Corgnati, S.; Ansaldi, R.; Filippi, M.
Year:
2007
Bibliographic info:
The 6th International Conference on Indoor Air Quality, Ventilation & Energy Conservation in Buildings IAQVEC 2007, Oct. 28 - 31 2007, Sendai, Japan

This work examines the applicability of comfort criteria, based on a heat balance model and on anadaptive model, in naturally ventilated classrooms. The adaptive opportunity of students are limitedduring the lesson time, while they are free during the lesson breaks. The field study was conducted byphysical observations, survey questionnaires and behavioral observations. Both field measurementsand subjective surveys were performed at the same time during the regular lesson period. Thermalenvironment parameters were measured: indoor air temperature, mean radiant temperature, airrelative humidity, air velocity and outdoor air temperature. Through these data, Fangers comfortindices were calculated (predicted mean vote and predicted percentage of dissatisfied people), theactual people clothing and metabolic rate being known; furthermore the indoor operative comforttemperatures were obtained from the adaptive model. The subjective survey basically investigated thethermal acceptability, the thermal preference and the thermal sensation, asking students to assesstheir comfort on subjective scales. The judgments about the thermal environment were compared withthe results of the field measurements. Moreover, the subjective mean votes were compared with thethermal environment perceptions in terms of acceptability and preference. The monitoring campaignwas repeated during two different periods: heating season, with operating heating system and limitednatural ventilation and warm period, in free running conditions: the responses from these two differentconfigurations were analysed and compared. The results relative to the warm period confirm the trendoutlined by the study relative to the heating season, but with a minor intensity, suggesting a correlationbetween the thermal acceptability and preference and the outdoor temperature. In general, thermalenvironments that are judged neutral or slightly warm are accepted and thermal environments that arejudged slightly warm might be preferred.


THE PROBLEM: Filter the entries and keep only the lines where the string "JSON" appears.

Data entries:

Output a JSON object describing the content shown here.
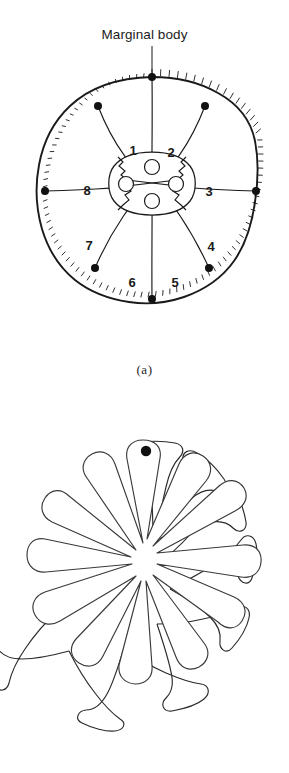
{
  "figure": {
    "background_color": "#ffffff",
    "ink_color": "#1a1a1a",
    "annotation": {
      "label": "Marginal body",
      "pointer": "leader-line-to-rim-dot"
    },
    "panels": [
      {
        "id": "a",
        "caption": "(a)",
        "view": "expanded-radial-view",
        "description": "Circular organism in expanded state with ciliated margin, eight radial partitions, eight marginal bodies on the rim, and a central rosette of four nucleated cells.",
        "sectors": [
          {
            "number": "1",
            "cx": 133,
            "cy": 155
          },
          {
            "number": "2",
            "cx": 171,
            "cy": 157
          },
          {
            "number": "3",
            "cx": 209,
            "cy": 196
          },
          {
            "number": "4",
            "cx": 211,
            "cy": 251
          },
          {
            "number": "5",
            "cx": 175,
            "cy": 287
          },
          {
            "number": "6",
            "cx": 132,
            "cy": 287
          },
          {
            "number": "7",
            "cx": 89,
            "cy": 250
          },
          {
            "number": "8",
            "cx": 87,
            "cy": 195
          }
        ],
        "marginal_body_count": 8,
        "marginal_body_color": "#111111",
        "central_cells": 4,
        "central_nuclei": 4,
        "margin_texture": "cilia-bristles"
      },
      {
        "id": "b",
        "caption": "(b)",
        "view": "contracted-lobed-view",
        "description": "Same organism contracted into eight rounded lobes separated by deep narrow clefts, with a single marginal body visible at the top lobe.",
        "lobe_count": 8,
        "marginal_body_count": 1,
        "marginal_body_color": "#111111"
      }
    ]
  }
}
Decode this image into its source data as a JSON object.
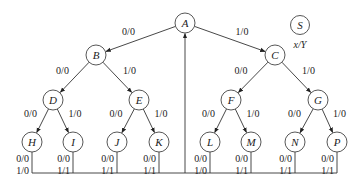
{
  "legend": {
    "node_label": "S",
    "caption": "x/Y"
  },
  "nodes": [
    {
      "id": "A",
      "x": 185,
      "y": 23
    },
    {
      "id": "B",
      "x": 96,
      "y": 55
    },
    {
      "id": "C",
      "x": 275,
      "y": 55
    },
    {
      "id": "D",
      "x": 53,
      "y": 100
    },
    {
      "id": "E",
      "x": 139,
      "y": 100
    },
    {
      "id": "F",
      "x": 231,
      "y": 100
    },
    {
      "id": "G",
      "x": 318,
      "y": 100
    },
    {
      "id": "H",
      "x": 32,
      "y": 142
    },
    {
      "id": "I",
      "x": 73,
      "y": 142
    },
    {
      "id": "J",
      "x": 117,
      "y": 142
    },
    {
      "id": "K",
      "x": 159,
      "y": 142
    },
    {
      "id": "L",
      "x": 210,
      "y": 142
    },
    {
      "id": "M",
      "x": 251,
      "y": 142
    },
    {
      "id": "N",
      "x": 295,
      "y": 142
    },
    {
      "id": "P",
      "x": 337,
      "y": 142
    }
  ],
  "edges": [
    {
      "from": "A",
      "to": "B",
      "label": "0/0"
    },
    {
      "from": "A",
      "to": "C",
      "label": "1/0"
    },
    {
      "from": "B",
      "to": "D",
      "label": "0/0"
    },
    {
      "from": "B",
      "to": "E",
      "label": "1/0"
    },
    {
      "from": "C",
      "to": "F",
      "label": "0/0"
    },
    {
      "from": "C",
      "to": "G",
      "label": "1/0"
    },
    {
      "from": "D",
      "to": "H",
      "label": "0/0"
    },
    {
      "from": "D",
      "to": "I",
      "label": "1/0"
    },
    {
      "from": "E",
      "to": "J",
      "label": "0/0"
    },
    {
      "from": "E",
      "to": "K",
      "label": "1/0"
    },
    {
      "from": "F",
      "to": "L",
      "label": "0/0"
    },
    {
      "from": "F",
      "to": "M",
      "label": "1/0"
    },
    {
      "from": "G",
      "to": "N",
      "label": "0/0"
    },
    {
      "from": "G",
      "to": "P",
      "label": "1/0"
    }
  ],
  "leaf_returns": [
    {
      "node": "H",
      "labels": [
        "0/0",
        "1/0"
      ]
    },
    {
      "node": "I",
      "labels": [
        "0/0",
        "1/1"
      ]
    },
    {
      "node": "J",
      "labels": [
        "0/0",
        "1/1"
      ]
    },
    {
      "node": "K",
      "labels": [
        "0/0",
        "1/1"
      ]
    },
    {
      "node": "L",
      "labels": [
        "0/0",
        "1/0"
      ]
    },
    {
      "node": "M",
      "labels": [
        "0/0",
        "1/1"
      ]
    },
    {
      "node": "N",
      "labels": [
        "0/0",
        "1/1"
      ]
    },
    {
      "node": "P",
      "labels": [
        "0/0",
        "1/1"
      ]
    }
  ],
  "return_target": "A"
}
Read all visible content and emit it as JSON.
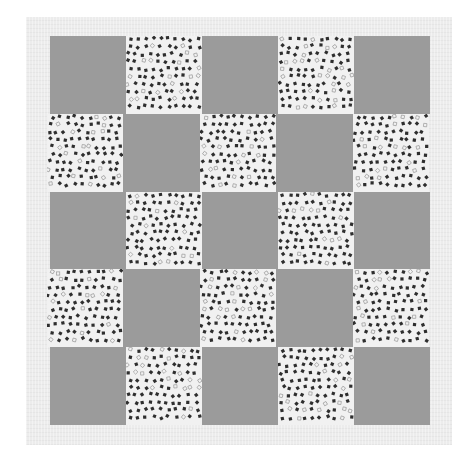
{
  "scene": {
    "subject": "quilt",
    "description": "5x5 checkerboard quilt of solid gray squares alternating with white squares printed with small scattered dark squares, laid on a light textured backing",
    "grid": {
      "rows": 5,
      "cols": 5
    },
    "layout": [
      [
        "solid",
        "print",
        "solid",
        "print",
        "solid"
      ],
      [
        "print",
        "solid",
        "print",
        "solid",
        "print"
      ],
      [
        "solid",
        "print",
        "solid",
        "print",
        "solid"
      ],
      [
        "print",
        "solid",
        "print",
        "solid",
        "print"
      ],
      [
        "solid",
        "print",
        "solid",
        "print",
        "solid"
      ]
    ]
  },
  "colors": {
    "page_background": "#ffffff",
    "backing": "#ececec",
    "solid_fabric": "#9b9b9b",
    "print_fabric_ground": "#f1f1f1",
    "print_motif_dark": "#2e2e2e",
    "print_motif_light": "#9a9a9a"
  }
}
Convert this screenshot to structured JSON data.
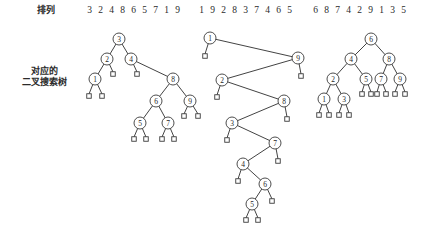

EXERCISE RESPONSE:
Output a JSON object describing the content shown here.
Decode this image into its source data as a JSON object.
Read all visible content and emit it as JSON.
Convert this screenshot to structured JSON data.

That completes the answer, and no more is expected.